Secondary hyperparathyroidism
ICD-10 E21.1 · ICD-11 5A51.1

When Medical Treatment Fails to Control PTH in Secondary Hyperparathyroidism

In secondary hyperparathyroidism, medical management is the first-line approach. When it does not bring intact PTH within the accepted target range for stage 5D chronic kidney disease, a defined next-line protocol applies.

Prior Line — Failure Condition

Medical treatment with phosphorus binders combined with a PTH-lowering agent — a calcimimetic (cinacalcet, etelcalcetide hydrochloride, or evocalcet), calcitriol, or vitamin D analogs — did not achieve an intact PTH within the target range of 130–600 pg/mL in stage 5D CKD.

Next-Line Approach (partial overview)

Parathyroidectomy is the recommended surgical intervention when medical therapy has failed. Which procedure is appropriate depends on the patient's expected renal replacement trajectory — the full protocol specifies the approach for each clinical situation.

Clinical goal: Successful parathyroidectomy is defined as an intact PTH level <60 pg/mL on postoperative day one. Full criteria and management details are within the complete protocol.

References

DOI: 10.3389/fendo.2023.1169793

  • Therefore, parathyroidectomy (PTx) is the radical surgical treatment for severe SHPT.
  • PTx is recommended when medical therapy has failed.
  • We previously showed that a 70% decrease in intact PTH 10 minutes after total PTx and transcervical thymectomy can predict successful PTx, defined as an intact PTH level <60 pg/mL on postoperative day one.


» Problem
Your answer should repeat every line of the records below in which the word "Mango" appears.

- - -

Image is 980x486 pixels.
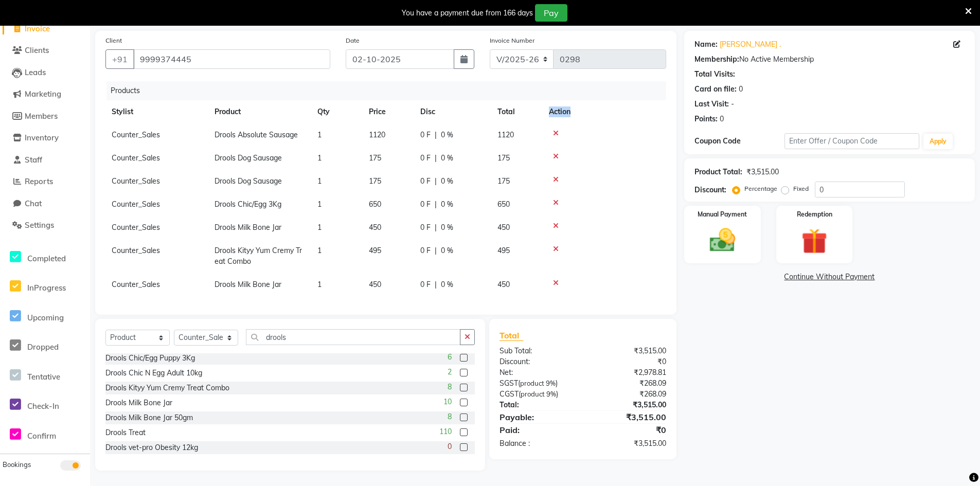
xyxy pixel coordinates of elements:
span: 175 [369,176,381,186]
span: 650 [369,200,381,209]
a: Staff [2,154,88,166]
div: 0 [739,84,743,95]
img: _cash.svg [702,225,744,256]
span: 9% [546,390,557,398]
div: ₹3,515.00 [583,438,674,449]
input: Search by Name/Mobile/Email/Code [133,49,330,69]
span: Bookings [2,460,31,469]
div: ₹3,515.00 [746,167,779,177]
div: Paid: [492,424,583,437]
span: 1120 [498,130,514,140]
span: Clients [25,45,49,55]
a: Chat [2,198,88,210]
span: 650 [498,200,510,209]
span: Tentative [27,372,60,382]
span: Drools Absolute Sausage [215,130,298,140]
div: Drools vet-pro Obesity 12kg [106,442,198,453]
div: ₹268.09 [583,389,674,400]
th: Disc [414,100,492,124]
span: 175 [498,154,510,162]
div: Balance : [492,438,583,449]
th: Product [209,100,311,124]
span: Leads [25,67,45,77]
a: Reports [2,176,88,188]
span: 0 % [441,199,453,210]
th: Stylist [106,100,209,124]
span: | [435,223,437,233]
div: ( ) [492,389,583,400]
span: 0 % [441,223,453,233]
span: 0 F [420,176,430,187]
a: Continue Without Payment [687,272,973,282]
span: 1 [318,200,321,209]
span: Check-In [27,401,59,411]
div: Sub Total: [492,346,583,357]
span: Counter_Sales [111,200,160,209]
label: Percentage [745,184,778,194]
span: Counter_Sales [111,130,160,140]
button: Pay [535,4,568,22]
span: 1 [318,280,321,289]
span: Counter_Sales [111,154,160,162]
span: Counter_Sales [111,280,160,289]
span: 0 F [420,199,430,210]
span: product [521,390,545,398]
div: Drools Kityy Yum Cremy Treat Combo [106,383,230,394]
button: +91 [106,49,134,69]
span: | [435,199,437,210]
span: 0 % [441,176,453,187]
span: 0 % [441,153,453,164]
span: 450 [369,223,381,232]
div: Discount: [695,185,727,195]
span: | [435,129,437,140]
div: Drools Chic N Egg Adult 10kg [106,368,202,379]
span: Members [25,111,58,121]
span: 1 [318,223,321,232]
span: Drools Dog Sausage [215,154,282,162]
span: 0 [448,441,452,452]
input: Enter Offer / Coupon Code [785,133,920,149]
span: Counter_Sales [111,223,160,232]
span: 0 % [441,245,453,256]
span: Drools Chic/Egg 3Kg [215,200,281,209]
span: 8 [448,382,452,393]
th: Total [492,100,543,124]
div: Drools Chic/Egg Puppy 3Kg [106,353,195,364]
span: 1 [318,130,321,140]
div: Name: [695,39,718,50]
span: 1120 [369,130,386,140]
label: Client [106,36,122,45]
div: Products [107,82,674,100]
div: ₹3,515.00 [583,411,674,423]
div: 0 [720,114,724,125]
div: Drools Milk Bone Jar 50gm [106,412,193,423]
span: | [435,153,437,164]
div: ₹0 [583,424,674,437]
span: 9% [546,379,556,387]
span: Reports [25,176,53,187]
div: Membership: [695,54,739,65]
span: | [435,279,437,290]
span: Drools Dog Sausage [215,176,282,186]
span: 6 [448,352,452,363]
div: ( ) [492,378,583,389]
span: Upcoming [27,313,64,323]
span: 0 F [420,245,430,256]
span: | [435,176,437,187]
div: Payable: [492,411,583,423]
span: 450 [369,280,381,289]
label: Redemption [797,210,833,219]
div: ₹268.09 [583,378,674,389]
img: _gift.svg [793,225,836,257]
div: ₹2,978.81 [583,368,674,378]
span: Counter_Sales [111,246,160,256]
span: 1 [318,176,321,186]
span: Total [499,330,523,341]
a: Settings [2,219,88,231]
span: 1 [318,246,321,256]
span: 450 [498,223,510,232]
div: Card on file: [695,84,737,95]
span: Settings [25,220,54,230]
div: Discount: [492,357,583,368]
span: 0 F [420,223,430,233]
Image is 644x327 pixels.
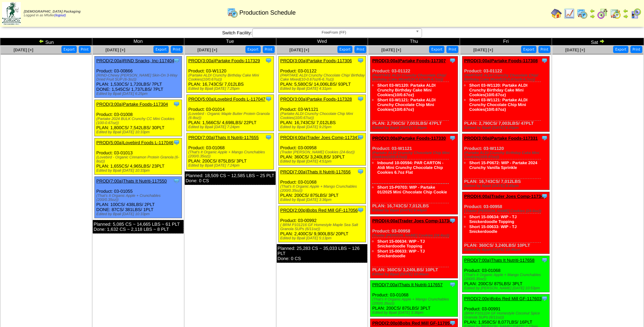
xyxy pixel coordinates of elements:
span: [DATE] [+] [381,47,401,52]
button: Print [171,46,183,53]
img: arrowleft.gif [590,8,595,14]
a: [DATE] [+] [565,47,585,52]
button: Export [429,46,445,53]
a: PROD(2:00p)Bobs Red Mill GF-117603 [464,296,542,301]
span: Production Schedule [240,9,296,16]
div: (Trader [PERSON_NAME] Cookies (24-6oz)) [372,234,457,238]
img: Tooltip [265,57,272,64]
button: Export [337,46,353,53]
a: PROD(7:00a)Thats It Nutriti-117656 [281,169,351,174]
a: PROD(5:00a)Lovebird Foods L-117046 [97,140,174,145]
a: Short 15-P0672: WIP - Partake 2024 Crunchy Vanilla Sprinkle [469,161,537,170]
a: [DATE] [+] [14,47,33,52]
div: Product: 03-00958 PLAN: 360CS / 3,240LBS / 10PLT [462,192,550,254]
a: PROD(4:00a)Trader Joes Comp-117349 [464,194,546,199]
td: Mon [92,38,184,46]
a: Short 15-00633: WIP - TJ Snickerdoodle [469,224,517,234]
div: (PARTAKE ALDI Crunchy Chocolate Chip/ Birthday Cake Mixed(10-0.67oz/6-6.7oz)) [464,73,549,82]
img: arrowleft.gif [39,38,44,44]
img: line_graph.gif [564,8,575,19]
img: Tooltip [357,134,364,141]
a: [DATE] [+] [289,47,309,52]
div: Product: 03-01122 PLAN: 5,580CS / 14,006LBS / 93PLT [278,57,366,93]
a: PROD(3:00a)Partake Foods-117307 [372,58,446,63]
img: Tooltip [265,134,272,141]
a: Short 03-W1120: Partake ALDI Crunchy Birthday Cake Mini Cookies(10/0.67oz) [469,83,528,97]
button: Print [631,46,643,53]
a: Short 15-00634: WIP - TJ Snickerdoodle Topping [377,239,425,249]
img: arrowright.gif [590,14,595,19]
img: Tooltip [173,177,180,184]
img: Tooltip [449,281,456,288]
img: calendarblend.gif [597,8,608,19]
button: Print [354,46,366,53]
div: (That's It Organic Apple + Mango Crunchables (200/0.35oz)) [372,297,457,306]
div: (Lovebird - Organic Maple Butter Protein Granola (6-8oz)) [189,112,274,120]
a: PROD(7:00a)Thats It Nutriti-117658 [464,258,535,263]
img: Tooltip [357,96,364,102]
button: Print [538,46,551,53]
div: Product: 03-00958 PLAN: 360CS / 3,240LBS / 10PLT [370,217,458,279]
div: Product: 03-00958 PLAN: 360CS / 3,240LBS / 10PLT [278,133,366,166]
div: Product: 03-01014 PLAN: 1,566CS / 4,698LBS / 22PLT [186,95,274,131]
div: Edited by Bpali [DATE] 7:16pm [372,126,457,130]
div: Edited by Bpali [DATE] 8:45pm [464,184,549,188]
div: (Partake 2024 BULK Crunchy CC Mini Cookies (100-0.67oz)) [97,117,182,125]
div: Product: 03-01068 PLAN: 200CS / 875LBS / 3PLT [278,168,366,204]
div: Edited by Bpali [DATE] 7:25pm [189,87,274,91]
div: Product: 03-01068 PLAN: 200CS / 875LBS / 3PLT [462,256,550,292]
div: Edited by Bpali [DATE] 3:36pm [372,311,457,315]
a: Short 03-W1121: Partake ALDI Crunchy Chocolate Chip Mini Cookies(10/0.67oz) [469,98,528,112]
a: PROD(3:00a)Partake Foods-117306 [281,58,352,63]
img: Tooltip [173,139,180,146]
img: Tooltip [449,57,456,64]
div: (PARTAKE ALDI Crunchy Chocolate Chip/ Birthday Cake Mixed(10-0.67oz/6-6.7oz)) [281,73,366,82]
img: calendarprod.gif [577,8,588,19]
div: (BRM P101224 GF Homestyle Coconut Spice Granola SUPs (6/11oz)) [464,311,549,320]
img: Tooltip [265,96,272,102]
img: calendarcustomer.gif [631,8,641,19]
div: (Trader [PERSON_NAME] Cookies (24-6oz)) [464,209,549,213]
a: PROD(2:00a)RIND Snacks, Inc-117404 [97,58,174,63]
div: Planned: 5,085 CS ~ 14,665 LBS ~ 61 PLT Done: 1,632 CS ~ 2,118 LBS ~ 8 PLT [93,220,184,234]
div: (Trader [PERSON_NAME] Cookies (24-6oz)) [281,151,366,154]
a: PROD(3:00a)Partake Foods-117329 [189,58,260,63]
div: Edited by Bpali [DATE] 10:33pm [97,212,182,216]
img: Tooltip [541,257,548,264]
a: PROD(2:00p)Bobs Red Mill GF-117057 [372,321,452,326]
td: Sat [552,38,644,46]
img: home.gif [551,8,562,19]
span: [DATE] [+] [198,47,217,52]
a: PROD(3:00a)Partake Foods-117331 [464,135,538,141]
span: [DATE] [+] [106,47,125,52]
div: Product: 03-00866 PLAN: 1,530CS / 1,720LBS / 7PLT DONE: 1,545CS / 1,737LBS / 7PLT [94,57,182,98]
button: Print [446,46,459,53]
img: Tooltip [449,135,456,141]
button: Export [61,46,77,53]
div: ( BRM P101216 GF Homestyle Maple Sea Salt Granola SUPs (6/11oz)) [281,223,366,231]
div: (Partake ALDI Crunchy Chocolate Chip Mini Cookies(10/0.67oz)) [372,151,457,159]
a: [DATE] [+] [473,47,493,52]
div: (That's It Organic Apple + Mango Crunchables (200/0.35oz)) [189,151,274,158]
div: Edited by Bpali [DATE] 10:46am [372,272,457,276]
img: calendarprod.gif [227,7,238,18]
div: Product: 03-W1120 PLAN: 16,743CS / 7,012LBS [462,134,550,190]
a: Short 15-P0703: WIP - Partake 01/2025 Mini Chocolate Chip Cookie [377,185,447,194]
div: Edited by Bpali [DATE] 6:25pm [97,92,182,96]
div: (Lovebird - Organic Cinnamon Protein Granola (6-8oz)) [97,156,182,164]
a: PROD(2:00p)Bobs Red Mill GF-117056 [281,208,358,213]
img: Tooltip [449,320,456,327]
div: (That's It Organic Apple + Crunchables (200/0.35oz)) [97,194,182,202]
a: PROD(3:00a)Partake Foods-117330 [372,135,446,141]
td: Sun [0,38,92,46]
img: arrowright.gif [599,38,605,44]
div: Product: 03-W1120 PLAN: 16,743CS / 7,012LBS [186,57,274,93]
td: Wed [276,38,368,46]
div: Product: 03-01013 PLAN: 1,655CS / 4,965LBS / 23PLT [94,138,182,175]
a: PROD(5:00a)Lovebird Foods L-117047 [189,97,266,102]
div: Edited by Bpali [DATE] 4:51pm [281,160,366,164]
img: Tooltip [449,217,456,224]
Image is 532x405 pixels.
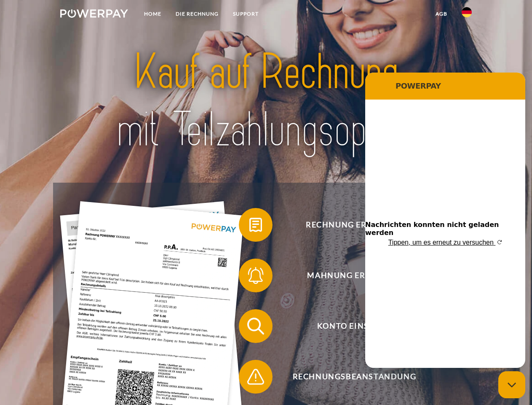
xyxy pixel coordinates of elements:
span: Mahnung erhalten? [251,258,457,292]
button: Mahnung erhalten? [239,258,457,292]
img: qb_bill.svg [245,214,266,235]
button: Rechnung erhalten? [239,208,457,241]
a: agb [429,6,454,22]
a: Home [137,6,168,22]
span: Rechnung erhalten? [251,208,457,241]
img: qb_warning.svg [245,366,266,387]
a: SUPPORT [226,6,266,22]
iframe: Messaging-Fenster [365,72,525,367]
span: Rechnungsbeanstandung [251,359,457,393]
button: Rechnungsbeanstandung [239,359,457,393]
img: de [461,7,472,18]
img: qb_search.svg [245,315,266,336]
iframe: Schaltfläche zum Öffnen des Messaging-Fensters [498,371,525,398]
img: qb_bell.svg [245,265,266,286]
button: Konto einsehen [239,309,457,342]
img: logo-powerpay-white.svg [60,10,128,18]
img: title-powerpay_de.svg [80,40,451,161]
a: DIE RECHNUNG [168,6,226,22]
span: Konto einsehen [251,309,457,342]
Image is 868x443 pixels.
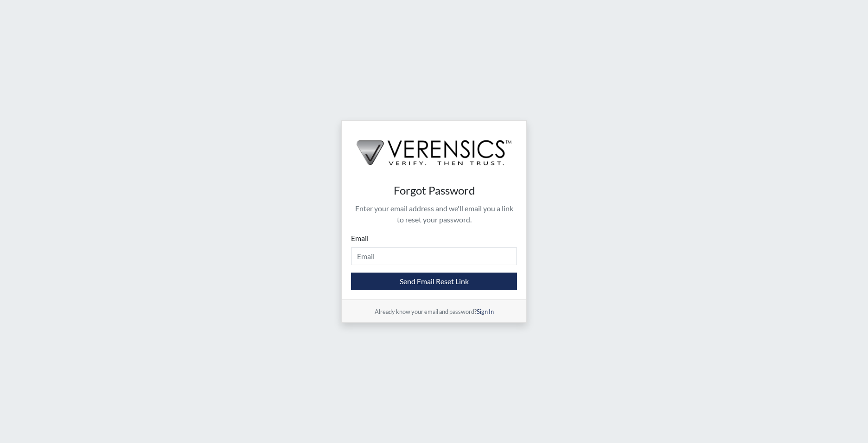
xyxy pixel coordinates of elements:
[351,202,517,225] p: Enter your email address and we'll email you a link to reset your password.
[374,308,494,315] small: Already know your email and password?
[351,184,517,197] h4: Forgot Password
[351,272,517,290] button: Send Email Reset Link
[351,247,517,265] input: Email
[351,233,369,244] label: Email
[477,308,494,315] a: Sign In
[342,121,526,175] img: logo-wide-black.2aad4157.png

- - -

» Answer for this exercise
div: (That's It Organic Apple + Mango Crunchables (200/0.35oz)) [372,297,457,306]
div: (That's It Organic Apple + Mango Crunchables (200/0.35oz)) [189,151,274,158]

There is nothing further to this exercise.